Richard F. Thomas

Classics and Contemporary Critical Issues (GSAS Workshop, 2018–19)

This research workshop explores the connections between Greek and Roman classics and contemporary critical issues that are relevant to us all, such as gender, sexuality, race, and class. The scope of the questions covered by this workshop is broad: from, for example, the reception of classics by alt-right nationalists, to challenges facing minorities working in and studying the classics, and the difficulties of teaching classical texts in politically and culturally charged environments. Our workshop is intended to appeal to all members of the classics department since we believe it is impossible to ignore the intersection of classics and contemporary critical issues. ... Read more about Classics and Contemporary Critical Issues (GSAS Workshop, 2018–19)

Civilizations of Ancient Greece and Rome (Mahindra Humanities Center Seminar)

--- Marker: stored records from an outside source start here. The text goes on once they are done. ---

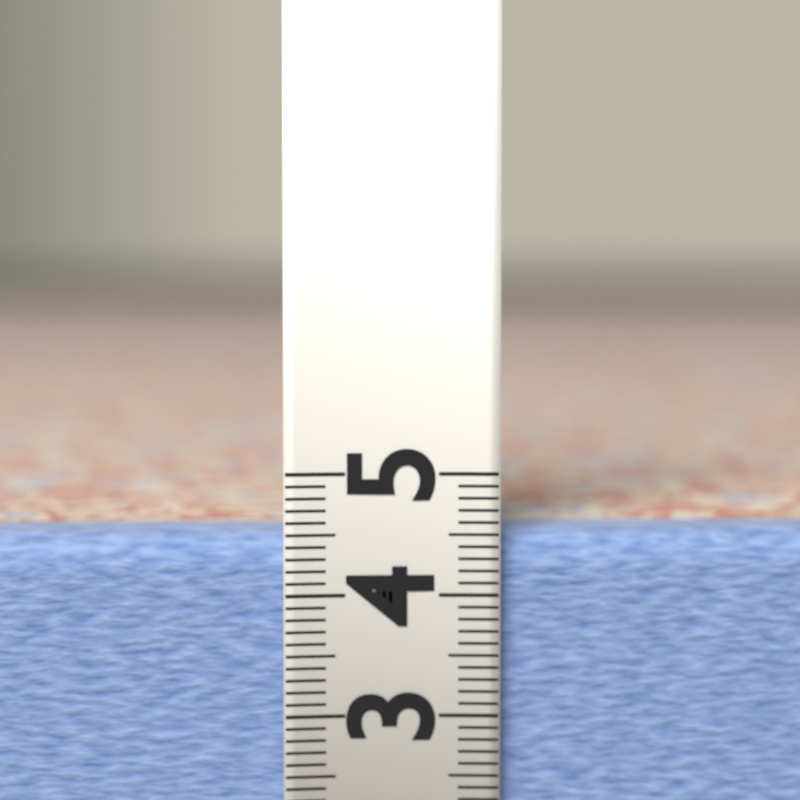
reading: 4.5 (no unit)
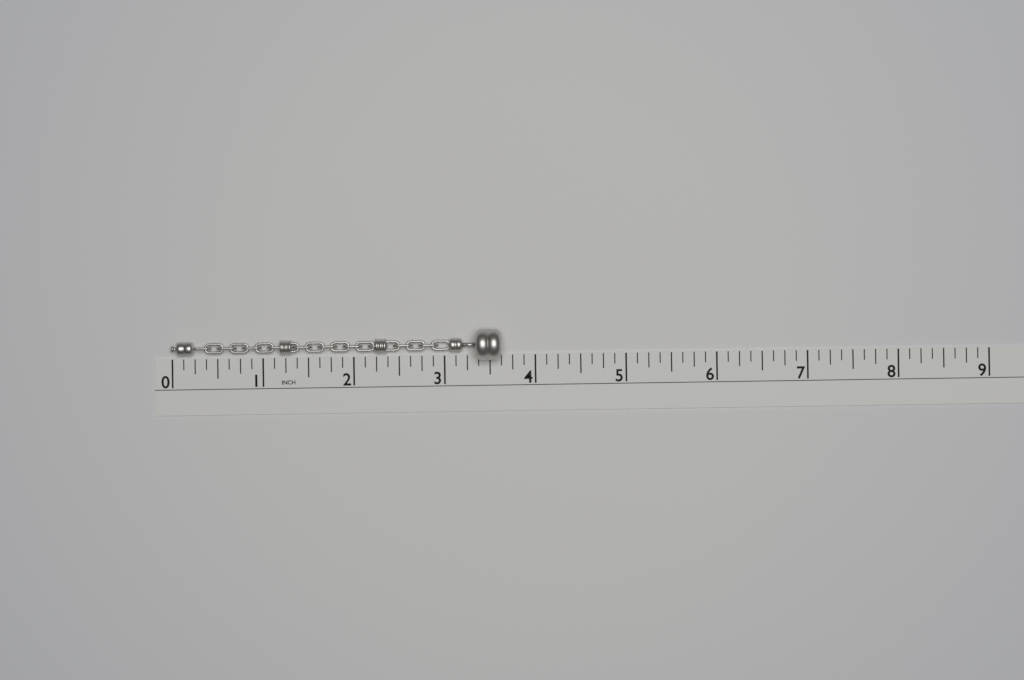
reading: 3.625 in
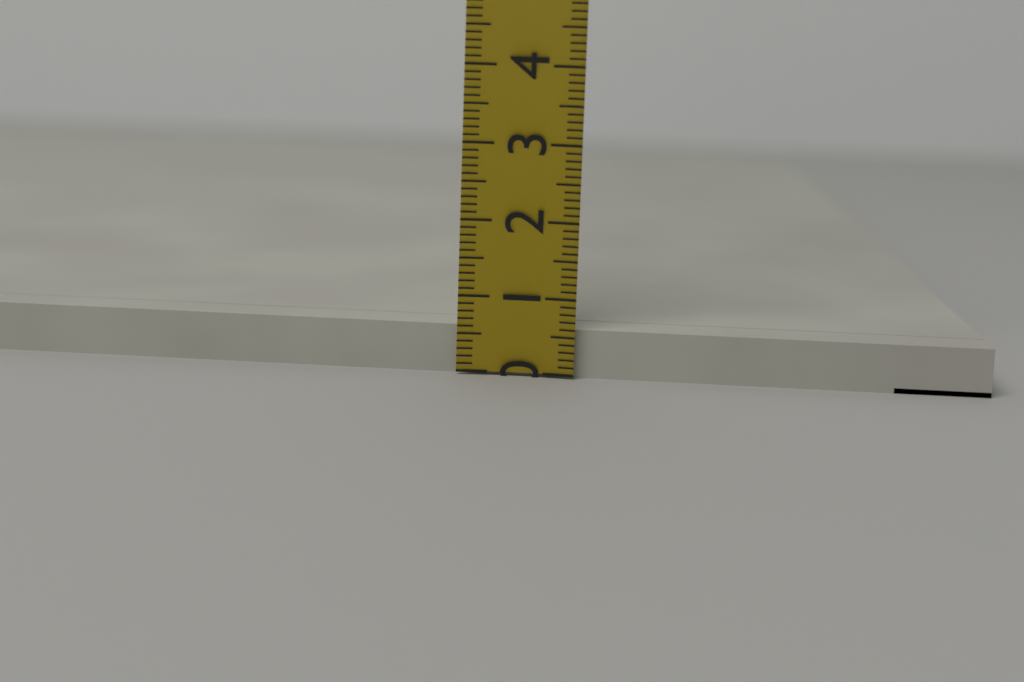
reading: 0.6 (no unit)
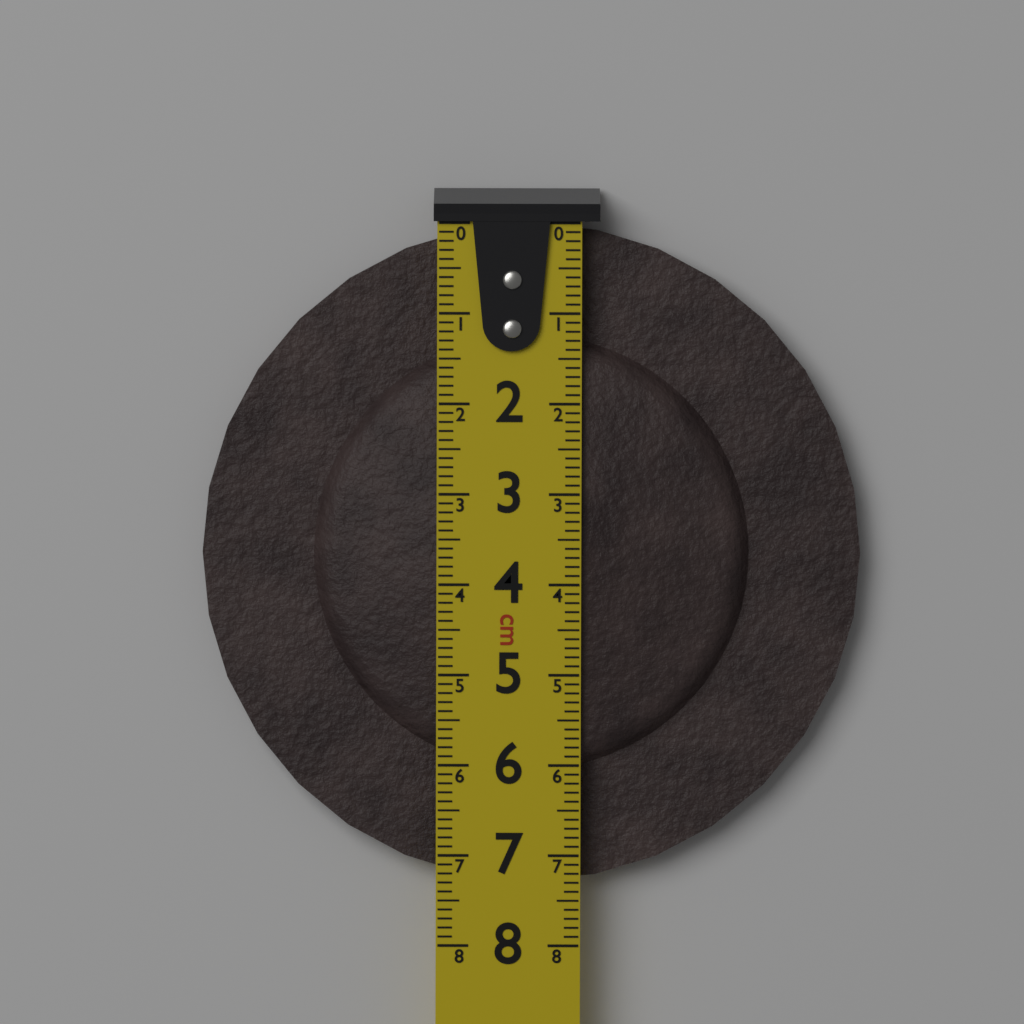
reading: 7.3 cm
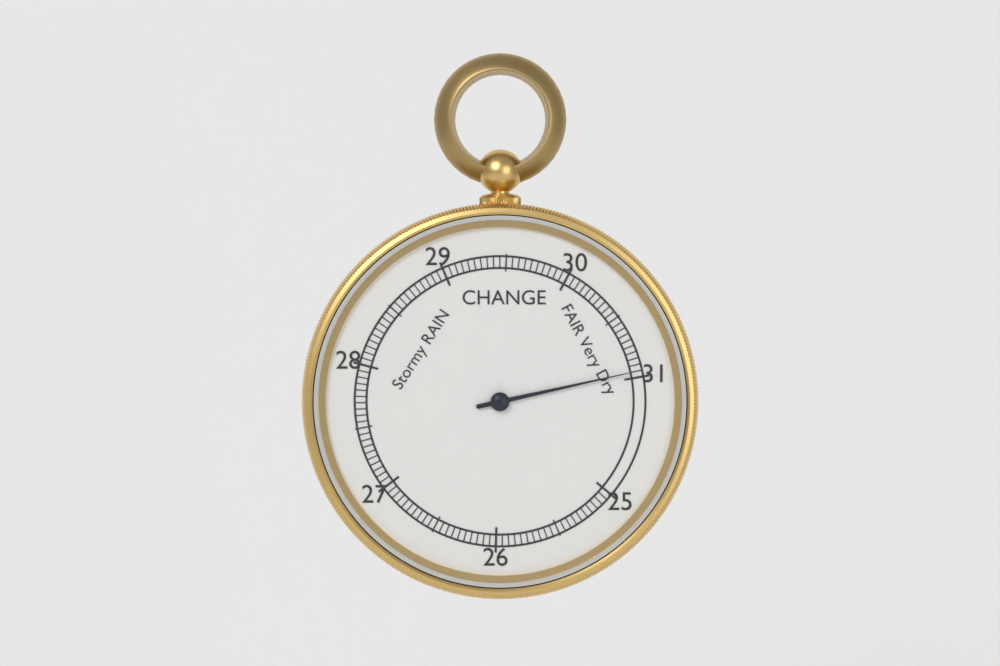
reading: 30.95 inHg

Through consideration of topics reflecting the entire range of Classical studies, the seminar examines Greek and Roman literature, philology, history, religion, archaeology, and philosophy; the application of literary and cultural theory to classical texts; and various other aspects of classical literature and culture, including its reception by and intersections with other related fields.... Read more about Civilizations of Ancient Greece and Rome (Mahindra Humanities Center Seminar)

The Virgil Encyclopedia
Thomas, Richard F, and Jan M Ziolkowski, ed. 2014. The Virgil Encyclopedia. Chichester: Wiley-Blackwell, 1600. Publisher's Version Abstract

The Virgil Encyclopedia is the first comprehensive reference volume to be published in English on Publius Vergilius Maro, the classical Roman poet whose works and thoughts have been at the center of Western literary, cultural, artistic, and pedagogical traditions for more than two millennia. Through more than 2,200 carefully researched entries, scholars and students alike are provided with an in-depth treatment of all aspects of Virgil’s poetry and his immeasurable influence that continues to the present day.

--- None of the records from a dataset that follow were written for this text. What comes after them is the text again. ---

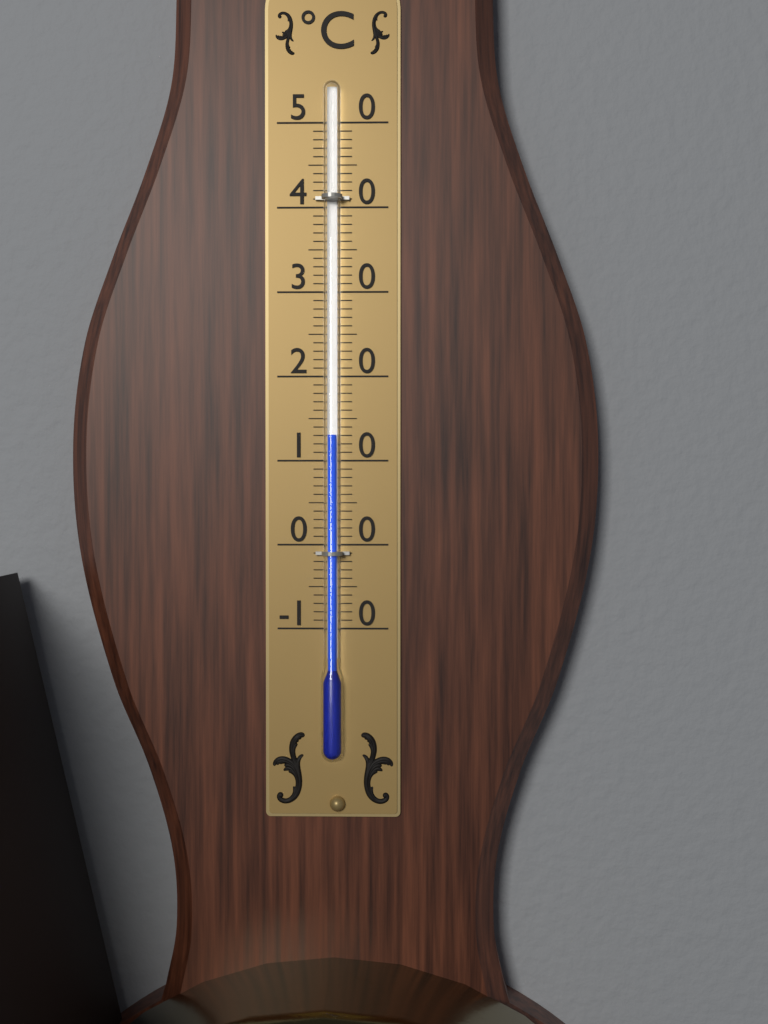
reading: 13 °C
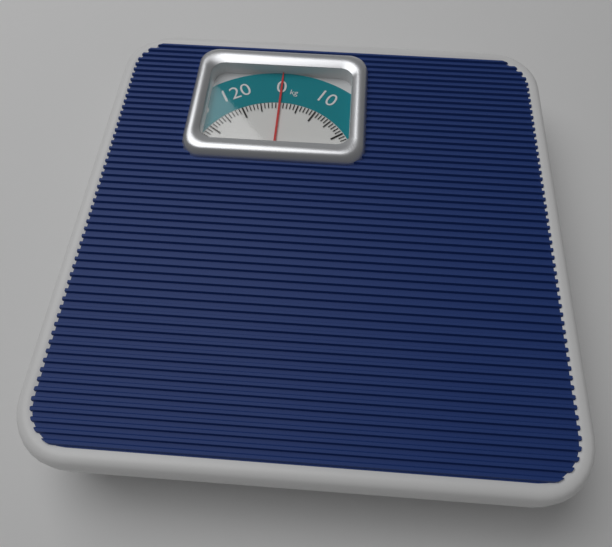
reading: 0 kg
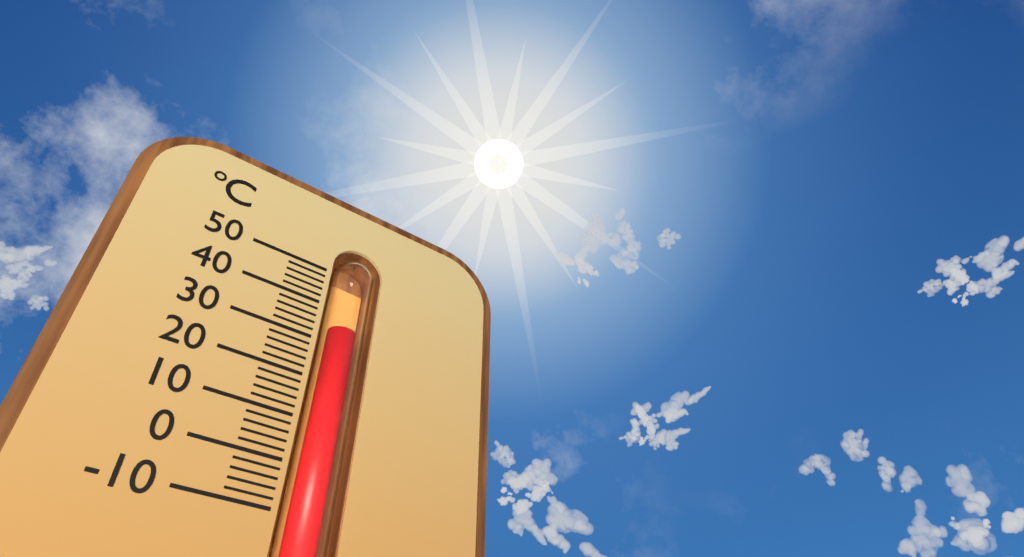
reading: 36 °C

Thomas, Richard F. 2012. “Thoughts on the Virgilian hexameter.” Multi nominis grammaticus. Festchrift for Alan J. Nussbaum, edited by Adam I Cooper, Jeremy Rau, and Michael Weiss, 306–314. Ann Arbor: Beech Stave Press.
Thomas, Richard F. 2012. “The Streets of Rome: The Classical Dylan.” Reception and the Classics: An Interdisciplinary Approach to the Classical Tradition, edited by William Brockliss, Pramit Chaudhuri, Ayelet Haimson Lushkov, and Katherine Wasdin, 134–159. Cambridge; New York: Cambridge University Press.
Virgil and the Augustan Reception
Thomas, Richard F. 2001. Virgil and the Augustan Reception. Cambridge: Cambridge University Press. Publisher's Version Abstract

This book examines the ideological reception of Virgil at specific moments in the past two millennia. It focuses on the emperor Augustus in the poetry of Virgil, detects in the poets and grammarians of antiquity pro- and anti-Augustan readings, studies Dryden's 1697 Royalist translation, and also naive American translation. It scrutinizes nineteenth-century philology's rewriting or excision of troubling readings, and covers readings by both supporters and opponents of fascism and National Socialism. Finally it examines how successive ages have made the Aeneid conform to their upbeat expectations of this poet.

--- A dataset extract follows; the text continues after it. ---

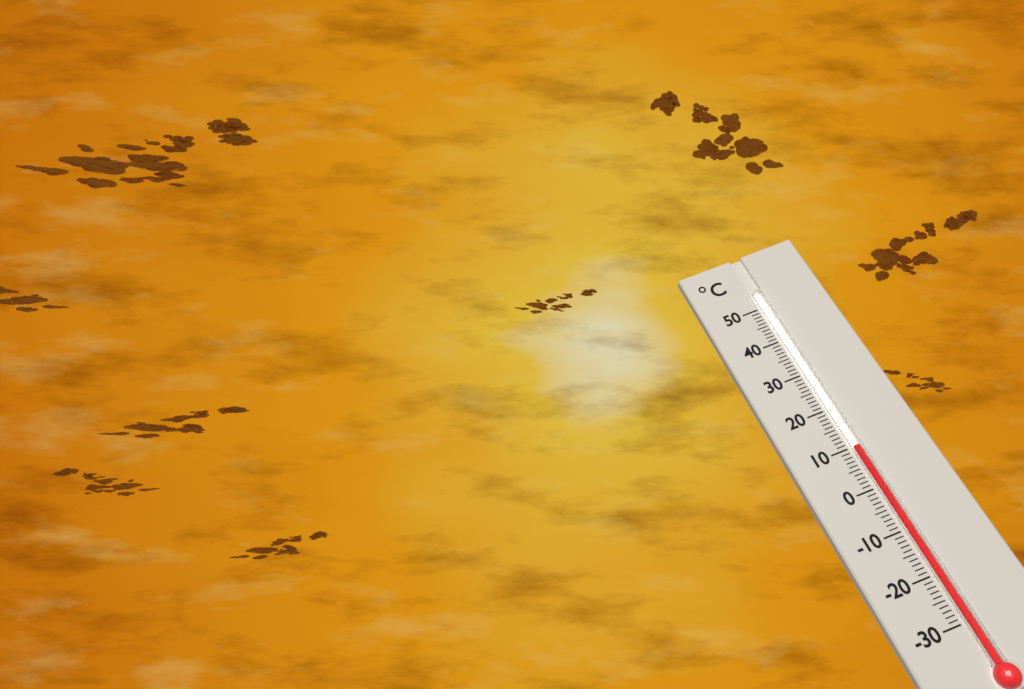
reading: 10 °C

Horace: Odes I V and Carmen Saeculare
Thomas, Richard F, ed. 2011. Horace: Odes I V and Carmen Saeculare. Cambridge: Cambridge University Press. Publisher's Version Abstract

The Carmen Saeculare was composed and published in 17 BCE as Horace was returning to the genre of lyric which he had abandoned six years earlier; the fourth book of Odes is in part a response to this poem, the only commissioned poem we know from the period. The hardening of the political situation, with the Republic a thing of the past and the Augustan succession in the air, threw the problematic issue of praise into fresh relief, and at the same time provided an impulse towards the nostalgia represented by the poet's private world. Professor Thomas provides an introduction and commentary (the first full commentary in English since the nineteenth century) to each of the poems, exploring their status as separate lyric artefacts and their place in the larger web of the book. The edition is intended primarily for upper-level undergraduates and graduate students, but is also important for scholars.